Gov. Hochul indicated Thursday she’s eyeing some changes to a bill capping class sizes in the city’s public schools before signing it into law in the coming days.
The governor said she is “inclined to be supportive” of the measure but is still going over details of the bill, which has been panned by Mayor Adams as an unfunded mandate.
“I’m looking closely at it,” Hochul said during an interview with Brian Lehrer on WNYC. “I’m inclined to be supportive, I just have to work out a few more details with the mayor.”
The measure, approved by the Democrat-led Legislature in June, was passed as part of a package of education bills that also included the extension of mayoral control of city schools for only two years after Adams petitioned for at least four.
Hochul signed a slightly amended version of the control bill the day before it lapsed.
The class size bill as written would require the city to lower the number of kids in each classroom, capping the number of students between 20 to 25 depending on the grade, over the next five years.
Pressed for details about the delay, Hochul said there are “some loose ends.”
“Funding sources is one,” she said. “Leave it to us, in the next couple of days this will be resolved.”
Adams has vehemently opposed the labor-backed legislation, arguing that without additional funding the city would be forced to slash education spending elsewhere.
A spokeswoman for the mayor said he will only support the class size cap if a chapter amendment is added to address funding.
“While this administration strongly supports lower class sizes, unless there is guaranteed funding attached to those mandates, we will see cuts elsewhere in the system that would harm our most vulnerable students in our highest need communities,” the spokeswoman, Amaris Cockfield, said. “Mayor Adams is grateful to partner with the governor and the legislators in Albany through this past session, and looks forward to their continued work together.”
His position has prompted criticism from longtime proponents of smaller class sizes and parents already upset over school spending cuts made by the city earlier this year.
Schools Chancellor David Banks has backed Adams’ opposition and the city education department estimated that the class-size reduction could cost $500 million a year for elementary schools alone.
Banks earlier this summer called the legislation a “multibillion-dollar unfunded mandate.”
Hochul was less enthusiastic about a recently passed bill that would temporarily halt new large-scale cryptocurrency mining operations in the Empire State.
“We will get to it,” the governor said. “I have to focus on some other issues at the moment.”
The bill, if signed into law, would place a two-year moratorium on cryptocurrency mining operations at fossil fuel-burning power plants that use so-called proof-of-work authentication methods to validate blockchain transactions.
The method, which requires vast amounts of energy as computers solve highly complex mathematical equations to authenticate a transaction, is used to create cryptocurrencies like Bitcoin.
Adams and other crypto fans have called on Hochul to veto the measure.
The governor said she is still weighing her options and shot down the idea that her decision will be influenced by large contributions made to her campaign by crypto companies or lobbyists.
“I’m not on the fence right now, I’m analyzing a thousand bills as we speak and many of them are time sensitive,” Hochul said. “I have priorities I have to address. This moratorium came up at the end of session, we didn’t have a lot of time to work through it with our normal process.”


→ Your objective
For the data below, work out the number of lines containing the string "religious" and answer with that number only.

→ Recorded information
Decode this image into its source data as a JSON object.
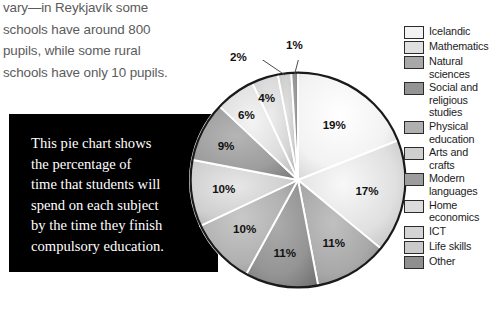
{
  "body_text": {
    "lines": [
      "vary—in Reykjavík some",
      "schools have around 800",
      "pupils, while some rural",
      "schools have only 10 pupils."
    ]
  },
  "caption_box": {
    "background": "#000000",
    "text_color": "#ffffff",
    "lines": [
      "This pie chart shows",
      "the percentage of",
      "time that students will",
      "spend on each subject",
      "by the time they finish",
      "compulsory education."
    ]
  },
  "legend": {
    "items": [
      {
        "label_lines": [
          "Icelandic"
        ],
        "color": "#f2f2f2"
      },
      {
        "label_lines": [
          "Mathematics"
        ],
        "color": "#e0e0e0"
      },
      {
        "label_lines": [
          "Natural",
          "sciences"
        ],
        "color": "#a8a8a8"
      },
      {
        "label_lines": [
          "Social and",
          "religious",
          "studies"
        ],
        "color": "#949494"
      },
      {
        "label_lines": [
          "Physical",
          "education"
        ],
        "color": "#b0b0b0"
      },
      {
        "label_lines": [
          "Arts and",
          "crafts"
        ],
        "color": "#cfcfcf"
      },
      {
        "label_lines": [
          "Modern",
          "languages"
        ],
        "color": "#9d9d9d"
      },
      {
        "label_lines": [
          "Home",
          "economics"
        ],
        "color": "#dcdcdc"
      },
      {
        "label_lines": [
          "ICT"
        ],
        "color": "#d4d4d4"
      },
      {
        "label_lines": [
          "Life skills"
        ],
        "color": "#cacaca"
      },
      {
        "label_lines": [
          "Other"
        ],
        "color": "#8f8f8f"
      }
    ]
  },
  "chart_data": {
    "type": "pie",
    "title": "",
    "unit": "%",
    "start_angle_deg": 0,
    "direction": "clockwise",
    "legend_position": "right",
    "grid": false,
    "categories": [
      "Icelandic",
      "Mathematics",
      "Natural sciences",
      "Social and religious studies",
      "Physical education",
      "Arts and crafts",
      "Modern languages",
      "Home economics",
      "ICT",
      "Life skills",
      "Other"
    ],
    "values": [
      19,
      17,
      11,
      11,
      10,
      10,
      9,
      6,
      4,
      2,
      1
    ],
    "labels": [
      "19%",
      "17%",
      "11%",
      "11%",
      "10%",
      "10%",
      "9%",
      "6%",
      "4%",
      "2%",
      "1%"
    ],
    "colors": [
      "#f2f2f2",
      "#e0e0e0",
      "#a8a8a8",
      "#949494",
      "#b0b0b0",
      "#cfcfcf",
      "#9d9d9d",
      "#dcdcdc",
      "#d4d4d4",
      "#cacaca",
      "#8f8f8f"
    ],
    "callout_labels": [
      "2%",
      "1%"
    ],
    "total": 100
  }
}
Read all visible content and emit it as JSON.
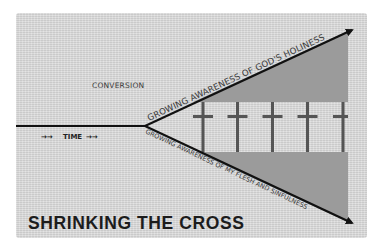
{
  "diagram": {
    "title": "SHRINKING THE CROSS",
    "conversion_label": "CONVERSION",
    "time_label": "TIME",
    "time_arrows_left": "→→",
    "time_arrows_right": "→→",
    "upper_arrow_label": "GROWING AWARENESS OF GOD'S HOLINESS",
    "lower_arrow_label": "GROWING AWARENESS OF MY FLESH AND SINFULNESS",
    "cross_count": 5,
    "icons": {
      "cross": "cross-icon",
      "arrow": "arrow-right-icon"
    },
    "colors": {
      "background": "#d9d9d9",
      "shading": "#9b9b9b",
      "line": "#111111",
      "cross": "#555555",
      "title": "#1c1c1c"
    }
  }
}
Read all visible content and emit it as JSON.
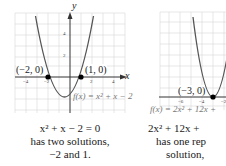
{
  "figures": [
    {
      "id": "left",
      "function_label": "f(x) = x² + x − 2",
      "axis_x_label": "x",
      "axis_y_label": "y",
      "x_ticks": [
        "−4",
        "−2",
        "2",
        "4"
      ],
      "y_ticks": [
        "2",
        "4"
      ],
      "points": [
        {
          "label": "(−2, 0)",
          "x": -2,
          "y": 0
        },
        {
          "label": "(1, 0)",
          "x": 1,
          "y": 0
        }
      ],
      "caption": {
        "equation": "x² + x − 2 = 0",
        "line2": "has two solutions,",
        "line3": "−2 and 1."
      }
    },
    {
      "id": "right",
      "function_label": "f(x) = 2x² + 12x +",
      "x_ticks": [
        "−6",
        "−4",
        "−2"
      ],
      "points": [
        {
          "label": "(−3, 0)",
          "x": -3,
          "y": 0
        }
      ],
      "caption": {
        "equation": "2x² + 12x +",
        "line2": "has one rep",
        "line3": "solution,"
      }
    }
  ],
  "colors": {
    "grid": "#d6d6d6",
    "axis": "#333333",
    "curve": "#555555",
    "point": "#000000",
    "label_overlay": "#ffffff"
  }
}
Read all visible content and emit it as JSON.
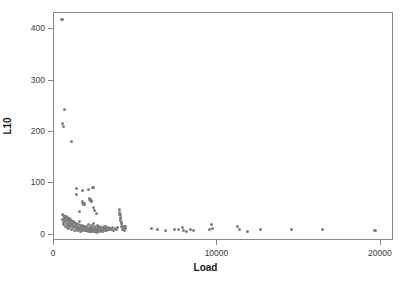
{
  "chart_data": {
    "type": "scatter",
    "title": "",
    "xlabel": "Load",
    "ylabel": "L10",
    "xlim": [
      0,
      20800
    ],
    "ylim": [
      -12,
      432
    ],
    "xticks": [
      0,
      10000,
      20000
    ],
    "xtick_labels": [
      "0",
      "10000",
      "20000"
    ],
    "yticks": [
      0,
      100,
      200,
      300,
      400
    ],
    "ytick_labels": [
      "0",
      "100",
      "200",
      "300",
      "400"
    ],
    "grid": false,
    "legend": false,
    "marker": {
      "shape": "circle",
      "color": "#7f7f7f",
      "size_px": 3.2
    },
    "frame_color": "#888888",
    "background": "#ffffff",
    "points": [
      [
        550,
        417
      ],
      [
        700,
        242
      ],
      [
        560,
        215
      ],
      [
        640,
        209
      ],
      [
        1150,
        180
      ],
      [
        1450,
        88
      ],
      [
        1800,
        85
      ],
      [
        2150,
        87
      ],
      [
        2450,
        91
      ],
      [
        1420,
        76
      ],
      [
        2250,
        68
      ],
      [
        2300,
        66
      ],
      [
        2380,
        64
      ],
      [
        1800,
        62
      ],
      [
        1900,
        58
      ],
      [
        2500,
        52
      ],
      [
        1600,
        44
      ],
      [
        2550,
        46
      ],
      [
        2650,
        40
      ],
      [
        4050,
        48
      ],
      [
        4080,
        42
      ],
      [
        4100,
        37
      ],
      [
        4120,
        31
      ],
      [
        4150,
        26
      ],
      [
        4180,
        21
      ],
      [
        600,
        38
      ],
      [
        640,
        36
      ],
      [
        680,
        34
      ],
      [
        700,
        33
      ],
      [
        730,
        31
      ],
      [
        760,
        30
      ],
      [
        790,
        28
      ],
      [
        820,
        34
      ],
      [
        860,
        26
      ],
      [
        900,
        31
      ],
      [
        940,
        24
      ],
      [
        980,
        29
      ],
      [
        1020,
        22
      ],
      [
        1060,
        27
      ],
      [
        1100,
        20
      ],
      [
        1140,
        25
      ],
      [
        1180,
        18
      ],
      [
        1220,
        23
      ],
      [
        1260,
        16
      ],
      [
        1300,
        22
      ],
      [
        1340,
        15
      ],
      [
        1380,
        20
      ],
      [
        1420,
        13
      ],
      [
        1460,
        19
      ],
      [
        1500,
        12
      ],
      [
        1540,
        18
      ],
      [
        1580,
        11
      ],
      [
        1620,
        24
      ],
      [
        1660,
        10
      ],
      [
        1700,
        17
      ],
      [
        1740,
        14
      ],
      [
        1780,
        9
      ],
      [
        1820,
        16
      ],
      [
        1860,
        12
      ],
      [
        1900,
        8
      ],
      [
        1940,
        15
      ],
      [
        1980,
        11
      ],
      [
        2020,
        7
      ],
      [
        2060,
        14
      ],
      [
        2100,
        10
      ],
      [
        2140,
        6
      ],
      [
        2180,
        18
      ],
      [
        2220,
        13
      ],
      [
        2260,
        9
      ],
      [
        2300,
        5
      ],
      [
        2340,
        16
      ],
      [
        2380,
        12
      ],
      [
        2420,
        8
      ],
      [
        2460,
        4
      ],
      [
        2500,
        20
      ],
      [
        2540,
        14
      ],
      [
        2580,
        10
      ],
      [
        2620,
        6
      ],
      [
        2660,
        3
      ],
      [
        2700,
        17
      ],
      [
        2740,
        12
      ],
      [
        2780,
        8
      ],
      [
        2820,
        5
      ],
      [
        2860,
        15
      ],
      [
        2900,
        11
      ],
      [
        2940,
        7
      ],
      [
        2980,
        13
      ],
      [
        3020,
        9
      ],
      [
        3060,
        6
      ],
      [
        3100,
        12
      ],
      [
        3140,
        8
      ],
      [
        3180,
        14
      ],
      [
        3220,
        10
      ],
      [
        3260,
        7
      ],
      [
        3300,
        11
      ],
      [
        3340,
        9
      ],
      [
        3400,
        13
      ],
      [
        3460,
        8
      ],
      [
        3520,
        11
      ],
      [
        3580,
        9
      ],
      [
        3650,
        12
      ],
      [
        3720,
        7
      ],
      [
        3800,
        10
      ],
      [
        3880,
        8
      ],
      [
        3960,
        13
      ],
      [
        4220,
        15
      ],
      [
        4260,
        9
      ],
      [
        4300,
        11
      ],
      [
        4350,
        7
      ],
      [
        4400,
        14
      ],
      [
        4450,
        10
      ],
      [
        560,
        28
      ],
      [
        620,
        22
      ],
      [
        660,
        18
      ],
      [
        710,
        25
      ],
      [
        760,
        15
      ],
      [
        810,
        20
      ],
      [
        870,
        13
      ],
      [
        920,
        17
      ],
      [
        970,
        11
      ],
      [
        1030,
        19
      ],
      [
        1090,
        14
      ],
      [
        1150,
        9
      ],
      [
        1210,
        16
      ],
      [
        1270,
        12
      ],
      [
        1330,
        7
      ],
      [
        1390,
        14
      ],
      [
        1450,
        10
      ],
      [
        1510,
        6
      ],
      [
        1570,
        13
      ],
      [
        1630,
        9
      ],
      [
        1690,
        5
      ],
      [
        1750,
        11
      ],
      [
        1810,
        7
      ],
      [
        1870,
        14
      ],
      [
        1930,
        10
      ],
      [
        1990,
        6
      ],
      [
        2050,
        12
      ],
      [
        2110,
        8
      ],
      [
        2170,
        5
      ],
      [
        2230,
        11
      ],
      [
        2290,
        7
      ],
      [
        2350,
        4
      ],
      [
        2410,
        10
      ],
      [
        2470,
        6
      ],
      [
        2530,
        9
      ],
      [
        2590,
        5
      ],
      [
        2650,
        8
      ],
      [
        2710,
        4
      ],
      [
        2770,
        7
      ],
      [
        2830,
        10
      ],
      [
        2890,
        6
      ],
      [
        2950,
        9
      ],
      [
        3010,
        5
      ],
      [
        3070,
        8
      ],
      [
        3130,
        11
      ],
      [
        3190,
        6
      ],
      [
        3250,
        9
      ],
      [
        6050,
        10
      ],
      [
        6400,
        8
      ],
      [
        6900,
        7
      ],
      [
        7450,
        9
      ],
      [
        7700,
        8
      ],
      [
        7900,
        12
      ],
      [
        8000,
        7
      ],
      [
        8150,
        4
      ],
      [
        8400,
        8
      ],
      [
        8600,
        7
      ],
      [
        9550,
        9
      ],
      [
        9700,
        18
      ],
      [
        9750,
        10
      ],
      [
        11300,
        14
      ],
      [
        11400,
        8
      ],
      [
        11900,
        4
      ],
      [
        12700,
        9
      ],
      [
        14600,
        8
      ],
      [
        16500,
        8
      ],
      [
        19700,
        6
      ]
    ]
  }
}
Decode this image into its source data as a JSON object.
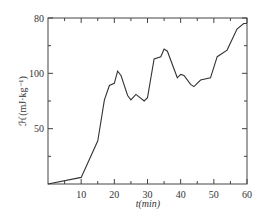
{
  "chart_data": {
    "type": "line",
    "title": "",
    "xlabel": "t(min)",
    "ylabel": "ℋ(mJ·kg⁻¹)",
    "xlim": [
      0,
      60
    ],
    "ylim": [
      0,
      150
    ],
    "x_ticks": [
      10,
      20,
      30,
      40,
      50,
      60
    ],
    "x_minor_ticks": [
      5,
      15,
      25,
      35,
      45,
      55
    ],
    "y_tick_labels": [
      {
        "value": 50,
        "label": "50"
      },
      {
        "value": 100,
        "label": "100"
      },
      {
        "value": 150,
        "label": "80"
      }
    ],
    "y_minor_ticks": [
      25,
      75,
      125
    ],
    "grid": false,
    "legend": null,
    "series": [
      {
        "name": "ℋ",
        "x": [
          0,
          10,
          15,
          17,
          18.5,
          20,
          21,
          22,
          24,
          25,
          26.5,
          29,
          30,
          32,
          34,
          35,
          36,
          39,
          40,
          41,
          43,
          44,
          46,
          49,
          51,
          54,
          57,
          59,
          60
        ],
        "values": [
          0,
          6,
          39,
          76,
          89,
          91,
          102,
          98,
          80,
          76,
          81,
          75,
          78,
          113,
          115,
          122,
          120,
          96,
          99,
          98,
          90,
          88,
          94,
          96,
          115,
          121,
          140,
          145,
          145
        ]
      }
    ],
    "line_color": "#333333"
  }
}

→ Answer to this problem
2